FOR more than 20 years, Monkey World has been reaching out to endangered primates around the globe from their Purbeck base.

Now the world-renowned sanctuary is branching out by setting up a new home in the Far East.

Work has started on the Endangered Primate Species Centre (EPSC) on Tien Island in Cat Tien National Park, Vietnam.The centre is to be a joint collaboration between Monkey World, the Pingtung Rescue Centre in Taiwan and Cat Tien National Park.

Plans for the home were first put in place early last year and despite a slight delay, the new home is due to be completed in March 2008.

Lou Matthews, from Monkey World, said: "The new centre will receive confiscated golden-cheeked gibbons, silver langurs, douc langurs and lorises.

"There is an illegal trade in these endangered primates for bush meat and the pet trade."

Monkey World and Pingtung Rescue Centre have already teamed up in rescuing golden-cheeked gibbons from France, Russian, Taiwan, and the UK.

The EPSC will allow primates to be assessed physically and mentally, and receive any necessary medical treatment.

They will also be put into appropriate social groups and then, if deemed fit, be released back into the forests of Cat Tien National Park.

The new centre will be able to house up to 10 pairs of primates at any one time.

There are plans to extend the EPSC in the future, with a scientific research centre and a public education centre touted.

The Purbeck sanctuary has spent many years attempting to disrupt south-east Asia's horrifying illegal trade in rare animals, often covertly gathering information in the animal markets of Ho Chi Minh City in south Vietnam.

At the end of 2005, Monkey World owner Alison Cronin and her late husband Jim, along with their Taiwanese partners, signed a "memorandum of intent" with the Vietnamese government to build the country's first government-backed rescue centre.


## What you are asked to do
Take each line of the records below that contains the string "this" and copy it.
━━━━━ Available records
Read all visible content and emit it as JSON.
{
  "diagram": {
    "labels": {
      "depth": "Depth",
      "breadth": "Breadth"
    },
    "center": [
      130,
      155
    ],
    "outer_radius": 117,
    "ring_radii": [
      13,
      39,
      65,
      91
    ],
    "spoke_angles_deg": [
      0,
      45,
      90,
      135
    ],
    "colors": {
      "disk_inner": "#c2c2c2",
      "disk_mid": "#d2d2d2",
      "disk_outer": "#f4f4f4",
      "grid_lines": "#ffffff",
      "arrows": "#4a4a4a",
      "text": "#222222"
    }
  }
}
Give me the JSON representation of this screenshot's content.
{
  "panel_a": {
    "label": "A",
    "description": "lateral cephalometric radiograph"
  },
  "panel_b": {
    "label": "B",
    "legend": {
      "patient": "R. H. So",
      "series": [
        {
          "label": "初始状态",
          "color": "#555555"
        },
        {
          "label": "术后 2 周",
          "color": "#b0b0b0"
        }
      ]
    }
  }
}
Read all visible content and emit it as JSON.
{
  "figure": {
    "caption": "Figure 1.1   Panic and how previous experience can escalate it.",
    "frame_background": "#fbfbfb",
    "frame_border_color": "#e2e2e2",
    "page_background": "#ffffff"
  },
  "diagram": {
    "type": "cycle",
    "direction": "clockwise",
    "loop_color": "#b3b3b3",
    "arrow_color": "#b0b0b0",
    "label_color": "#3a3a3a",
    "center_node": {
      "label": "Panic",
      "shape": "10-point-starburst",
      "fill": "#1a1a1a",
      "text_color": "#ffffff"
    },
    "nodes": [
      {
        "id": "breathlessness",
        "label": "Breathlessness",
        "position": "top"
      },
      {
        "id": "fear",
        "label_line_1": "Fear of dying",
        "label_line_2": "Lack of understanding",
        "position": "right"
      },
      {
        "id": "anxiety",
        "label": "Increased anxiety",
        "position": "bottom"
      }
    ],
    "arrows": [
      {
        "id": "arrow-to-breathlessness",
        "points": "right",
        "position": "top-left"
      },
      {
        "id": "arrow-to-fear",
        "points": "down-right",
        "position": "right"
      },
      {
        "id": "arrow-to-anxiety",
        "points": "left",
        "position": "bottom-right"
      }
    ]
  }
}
━━━━━━━━━━
━━━━━ Available records
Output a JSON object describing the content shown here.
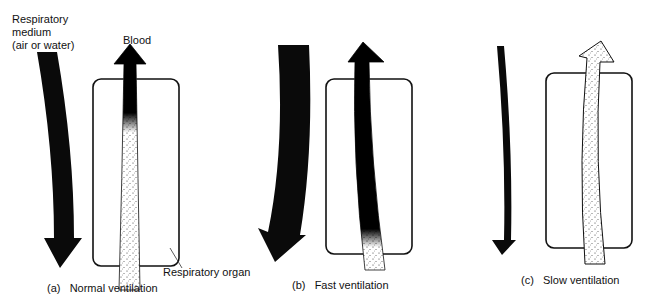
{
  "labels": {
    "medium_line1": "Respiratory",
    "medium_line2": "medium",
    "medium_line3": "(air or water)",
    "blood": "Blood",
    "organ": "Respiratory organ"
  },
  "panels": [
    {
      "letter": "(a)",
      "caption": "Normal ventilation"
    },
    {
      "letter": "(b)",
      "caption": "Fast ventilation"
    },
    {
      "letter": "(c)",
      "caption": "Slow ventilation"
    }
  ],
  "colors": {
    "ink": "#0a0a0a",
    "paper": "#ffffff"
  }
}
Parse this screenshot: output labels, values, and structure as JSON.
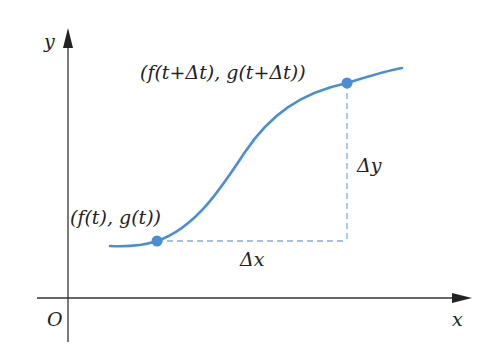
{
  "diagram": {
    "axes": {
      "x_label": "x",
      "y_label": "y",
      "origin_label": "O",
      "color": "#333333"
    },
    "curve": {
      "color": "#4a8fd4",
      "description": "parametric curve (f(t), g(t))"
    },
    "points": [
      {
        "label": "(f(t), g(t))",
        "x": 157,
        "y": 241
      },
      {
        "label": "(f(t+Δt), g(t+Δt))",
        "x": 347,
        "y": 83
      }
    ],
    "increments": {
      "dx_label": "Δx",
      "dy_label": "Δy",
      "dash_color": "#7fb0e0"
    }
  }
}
━━━━━━━━━━
## Solution
Give me the JSON representation of this screenshot's content.
Parse this screenshot: output labels, values, and structure as JSON.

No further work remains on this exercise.